Question
Alexander Fleming discovered penicillin in 1928. Which of the following best describes the mechanism by which penicillin kills bacteria?
(a) It disrupts the bacterial cell membrane (b) It inhibits bacterial cell wall synthesis (c) It blocks bacterial protein synthesis (d) It inhibits bacterial DNA replication
Solution — Step by Step
Penicillin belongs to the β-lactam class of antibiotics. Its target is the bacterial cell wall — specifically, it interferes with the synthesis of peptidoglycan, the structural polymer that gives bacterial cell walls their rigidity.
Bacteria maintain a high internal osmotic pressure. The peptidoglycan cell wall acts like a rigid cage that holds the cell together against this pressure. Without it, the bacterium literally bursts — a process called osmotic lysis.
Penicillin binds to and inactivates penicillin-binding proteins (PBPs), which are the enzymes responsible for cross-linking peptidoglycan chains during cell wall formation. New bacteria trying to grow and divide can’t build a proper wall, so they rupture.

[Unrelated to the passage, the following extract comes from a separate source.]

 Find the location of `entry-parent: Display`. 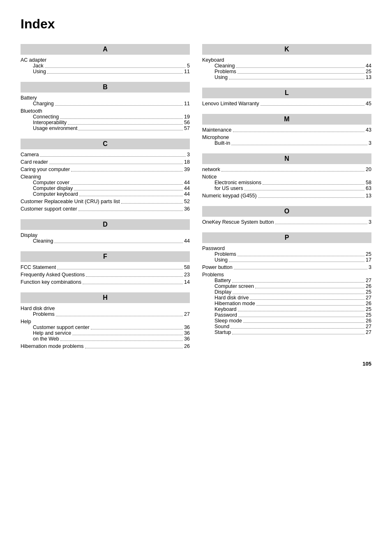

entry-parent: Display is located at coordinates (105, 235).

The correct answer is (b) — penicillin inhibits bacterial cell wall synthesis. Options (a), (c), and (d) describe mechanisms of other antibiotic classes (polymyxins, chloramphenicol/erythromycin, and fluoroquinolones respectively).
Why This Works
Fleming noticed in 1928 that a Penicillium notatum mold had contaminated his Staphylococcus culture plates — and the bacteria around the mold were dying. What he observed was the mold secreting penicillin to kill competing bacteria, a classic example of antibiotic activity in nature.

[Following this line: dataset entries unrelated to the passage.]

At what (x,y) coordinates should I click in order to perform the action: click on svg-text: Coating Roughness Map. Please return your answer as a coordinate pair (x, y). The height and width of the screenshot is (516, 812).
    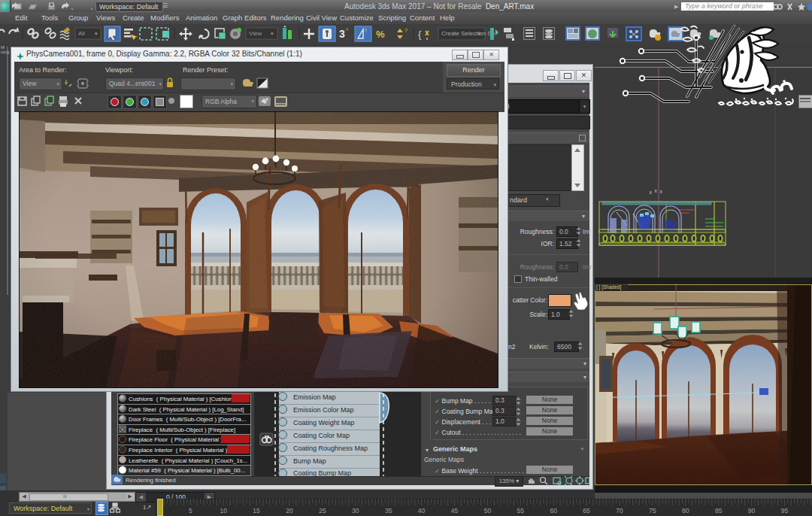
    Looking at the image, I should click on (331, 448).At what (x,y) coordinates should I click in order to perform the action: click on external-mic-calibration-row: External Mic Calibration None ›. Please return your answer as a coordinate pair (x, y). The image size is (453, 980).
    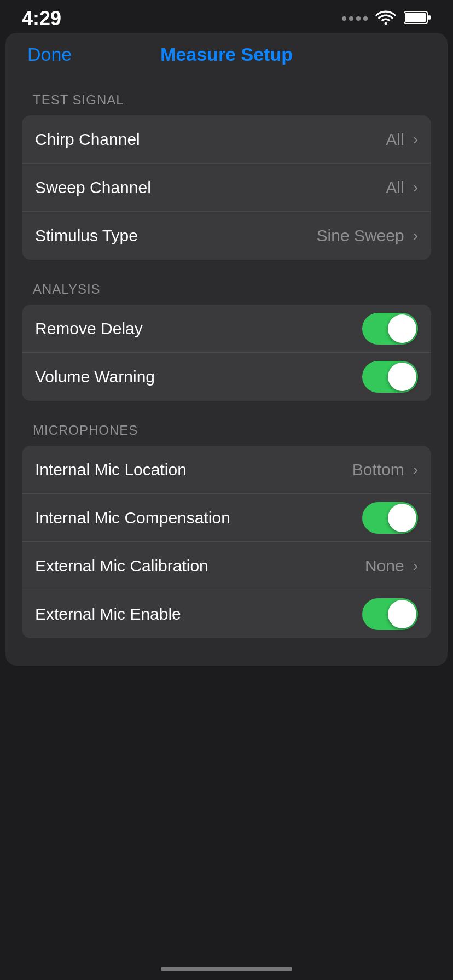
    Looking at the image, I should click on (226, 566).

The reason penicillin is so effective against gram-positive bacteria (like Staphylococcus and Streptococcus) is that these bacteria have a thick peptidoglycan layer as their outermost structure. Penicillin has direct access to it. Gram-negative bacteria have an outer lipid membrane shielding their thinner peptidoglycan layer, making many of them naturally resistant.
Human cells have no cell wall at all — we use a cell membrane for structure. So penicillin’s target simply doesn’t exist in our cells. This is why it’s relatively non-toxic to humans, which is the fundamental criterion for a useful antibiotic.

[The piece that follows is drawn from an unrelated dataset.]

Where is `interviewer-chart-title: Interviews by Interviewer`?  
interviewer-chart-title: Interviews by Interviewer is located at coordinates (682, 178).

Alternative Method — Process of Elimination
If you blank on the mechanism in the exam hall, use what you know about other antibiotic classes to eliminate:
| Antibiotic Class | Target |
|---|---|
| Penicillin, Cephalosporins | Cell wall synthesis |
| Polymyxins | Cell membrane integrity |
| Chloramphenicol, Erythromycin | Protein synthesis (50S ribosome) |
| Tetracyclines | Protein synthesis (30S ribosome) |
| Fluoroquinolones | DNA gyrase (DNA replication) |
Once you remember that penicillin is a β-lactam and β-lactams = cell wall, options (a), (c), (d) are gone immediately.
NEET loves asking about antibiotic mechanisms in the context of “why can’t we use antibiotics against viruses?” — the answer is that viruses have no cell wall, no ribosomes, and no bacterial enzymes. Penicillin has nothing to bind to in a virus.
Common Mistake
Students frequently confuse cell wall with cell membrane and mark option (a). The cell wall is the rigid outer layer made of peptidoglycan. The cell membrane is the inner phospholipid bilayer. Penicillin targets the wall, not the membrane. Drawing a quick gram-positive bacterial diagram in your rough sheet — wall outside, membrane inside — takes five seconds and prevents this error every time.
A related trap: some students remember “penicillin disrupts bacterial structure” and vaguely pick (a) thinking membrane and wall are the same thing. They are not — and NEET options are specifically designed to exploit this confusion.
Final answer: (b) Penicillin inhibits bacterial cell wall synthesis.